Full Reflection Post

Reflections on Navigating Complexity in the Clean Energy Era workshop: Complexities and ethical dilemmas

Eve Warburton

Australian National University

The current geopolitical moment favours a binary, zero-sum logic that papers over complexity. So, now more than ever, I feel it is important to acknowledge and articulate the complexity inherent to green energy transitions around the world. Discussions at our workshop bought this point into sharp relief.  

Public commentary, and some academic work too, increasingly characterises the mining industry in binary terms: extraction is either being done by ‘good’ Western companies, or ‘bad’ Chinese companies. I spend most of my time working in Indonesia, a country where Chinese extractive investments have grown remarkably in recent years. Much commentary describes Indonesia’s nickel industry as ‘dirty’, ‘dangerous’, and an illustration of China’s nefarious efforts to control the world’s strategic materials. But a point we returned to throughout the workshop is how stories on the ground in these new mineral frontiers are far more complex, both empirically and ethically.  

On the one hand, I feel compelled to join what is now a chorus of criticism aimed at under-regulated and destructive mining practices in places like Sulawesi, where Chinese firms dominate. But I feel it’s equally important to challenge the hypocrisy of Western commentary that overlooks long histories of exploitation, violence, and environmental harm in the Global South wrought by Anglo-American mining firms.  

As scholars, we have an increasing responsibility to embrace complexity, to talk about how the past continues to shape the present in extractive zones, and to push back against narratives that over-simplify and render extractive actors as either ‘good’ or ‘bad’ in the service of geostrategic agendas.  

More generally, the political economies that depend on extractive industries are inherently complex and raise all sorts of ethical dilemmas. As part of my research, I interact with a range of stakeholders involved in the mining industry in Indonesia, including those who generate private income through corrupt business deals, illegal licensing schemes, extortion, and manipulation of less powerful economic actors. This political economy invariably (re)produces deep socio-economic inequalities and environmental harms.  

While such activities cross ethical and legal red lines, this is the complex reality of how extractive economies work in countries where natural resource governance is characterised by weak or informal institutional architectures. The challenge is to, without judgement, observe how and why illicit behaviours become ‘normal’ economic activities in these spaces, viewed by many stakeholders not as transgressions but as legitimate (indeed sometimes the only) ways for local actors to benefit from high-rent industries dominated by national oligarchs or foreign multinationals.  

Advocates for a greener future confront an inescapable dilemma: moving away from fossil fuels means a massive increase in mineral mining. This reality generates a range of ethical complexities.  

The embrace of a mineral-led energy transition is a boon for the global mining industry. Calls for an urgent expansion of mineral mining to meet green demand puts new political pressure on the regulatory architectures designed to prevent social and environmental harm. In turn, those who advocate for a slower, more considered approach to extraction of these minerals are accused of holding back the transition from fossil fuels. This new reality undercuts the work of environmental social movements around the world, whose long-held goals have been to regulate, resist, or oppose extractive projects.  

Our workshop emphasised how the stakes are far higher in the Global South. We know that much of the mining to produce green technologies will take place in resource rich developing countries with weaker regulatory institutions. The risk is that weaning the world off fossil fuel means deepening the inequalities that have long marked mineral supply chains, whereby developing countries dig and ship their mineral ores to the industrialised world to produce higher value goods. These are the ‘green sacrifice zones’ that scholars have identified for years now.  

At the same time, international development and global financial institutions increasingly argue that mineral-rich countries in the Global South are well placed to benefit from the coming boom, suggesting the green transition constitutes a golden economic opportunity rather than a sacrifice. These institutions recommend governments attract and discipline foreign investment to grow value-added industries in the mid and downstream. Such recommendations are a departure from, first, decades of advice to just ‘let the market decide’ how supply chains take shape, and, second, the established wisdom that sectoral diversification and labour-intensive manufacturing are key to escaping the resource curse. Instead, low and middle-income countries are now encouraged to double down on their extractive industries. But emerging evidence from Indonesia suggests this strategy benefits firms and foreign investors much more than local economies and communities. It’s a familiar story in which the burdens and benefits of a minerals boom are distributed unevenly within and across countries.   

In sum, the core dilemma is that climate urgency is lowering extractive standards and, in some places, deepening resource dependency. And so our core question as scholars is whether and how our research can fortify the work of activists, politicians, and bureaucrats that seek a different path to a greener future.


- What you have to do
The answer must be a single number: how many lines in the entries below contain the word "bold".

Records from a collection of figures:
----

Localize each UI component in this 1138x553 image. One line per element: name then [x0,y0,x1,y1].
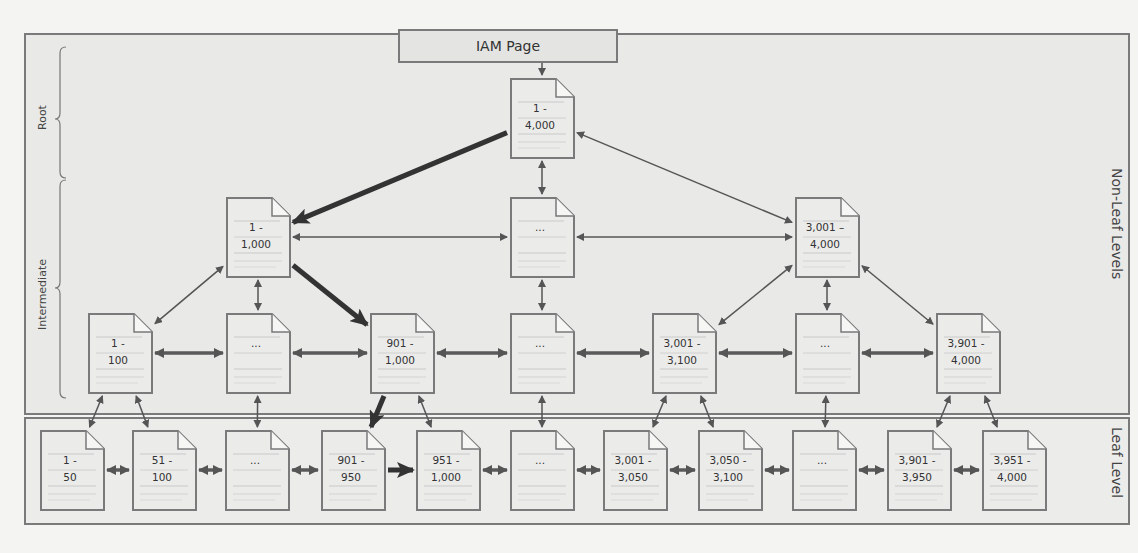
pointer-arrow-double [577,133,792,223]
page-range-label: 1 - 4,000 [510,100,570,134]
page-icon [510,313,576,395]
page-range-label: 3,001 – 4,000 [795,219,855,253]
page-range-label: ... [795,335,855,352]
page-range-label: 1 - 100 [88,335,148,369]
page-range-label: 3,050 - 3,100 [698,452,758,486]
page-range-label: ... [510,452,570,469]
page-range-label: 901 - 950 [321,452,381,486]
page-icon [225,430,291,512]
iam-page-box: IAM Page [398,29,618,63]
pointer-arrow-double [825,396,826,427]
index-page-leaf-7: 3,001 - 3,050 [603,430,667,510]
index-page-int2-e: 3,001 - 3,100 [652,313,716,393]
page-range-label: ... [510,219,570,236]
page-icon [226,313,292,395]
index-page-int2-a: 1 - 100 [88,313,152,393]
page-range-label: 1 - 50 [40,452,100,486]
index-page-leaf-1: 1 - 50 [40,430,104,510]
pointer-arrow-bold [371,396,384,427]
pointer-arrow-bold [293,133,507,223]
iam-page-label: IAM Page [476,38,540,54]
index-page-int2-f: ... [795,313,859,393]
page-range-label: ... [510,335,570,352]
index-page-leaf-5: 951 - 1,000 [416,430,480,510]
index-page-int2-c: 901 - 1,000 [370,313,434,393]
index-page-int2-d: ... [510,313,574,393]
pointer-arrow-double [653,396,666,427]
index-page-leaf-11: 3,951 - 4,000 [982,430,1046,510]
pointer-arrow-double [90,396,103,427]
page-range-label: 3,001 - 3,050 [603,452,663,486]
page-range-label: 3,001 - 3,100 [652,335,712,369]
page-range-label: 3,951 - 4,000 [982,452,1042,486]
page-range-label: 51 - 100 [132,452,192,486]
page-range-label: 3,901 - 4,000 [936,335,996,369]
pointer-arrow-double [719,265,792,324]
pointer-arrow-double [136,396,148,427]
pointer-arrow-double [701,396,713,427]
index-page-int1-b: ... [510,197,574,277]
index-page-leaf-2: 51 - 100 [132,430,196,510]
pointer-arrow-double [155,266,223,323]
index-page-leaf-9: ... [792,430,856,510]
page-icon [795,313,861,395]
index-page-int2-g: 3,901 - 4,000 [936,313,1000,393]
page-range-label: ... [225,452,285,469]
index-page-int2-b: ... [226,313,290,393]
page-range-label: ... [792,452,852,469]
pointer-arrow-double [419,396,431,427]
index-page-int1-c: 3,001 – 4,000 [795,197,859,277]
index-page-leaf-4: 901 - 950 [321,430,385,510]
page-range-label: 901 - 1,000 [370,335,430,369]
pointer-arrow-bold [293,265,367,325]
page-range-label: 3,901 - 3,950 [887,452,947,486]
index-page-leaf-6: ... [510,430,574,510]
page-icon [510,197,576,279]
index-page-int1-a: 1 - 1,000 [226,197,290,277]
page-icon [792,430,858,512]
index-page-leaf-10: 3,901 - 3,950 [887,430,951,510]
page-icon [510,430,576,512]
page-range-label: 951 - 1,000 [416,452,476,486]
index-page-leaf-8: 3,050 - 3,100 [698,430,762,510]
pointer-arrow-double [862,266,933,324]
pointer-arrow-double [937,396,950,427]
index-page-leaf-3: ... [225,430,289,510]
page-range-label: 1 - 1,000 [226,219,286,253]
pointer-arrow-double [985,396,997,427]
page-range-label: ... [226,335,286,352]
index-page-root: 1 - 4,000 [510,78,574,158]
b-tree-diagram: Root Intermediate Non-Leaf Levels Leaf L… [0,0,1138,553]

----

- Reply
3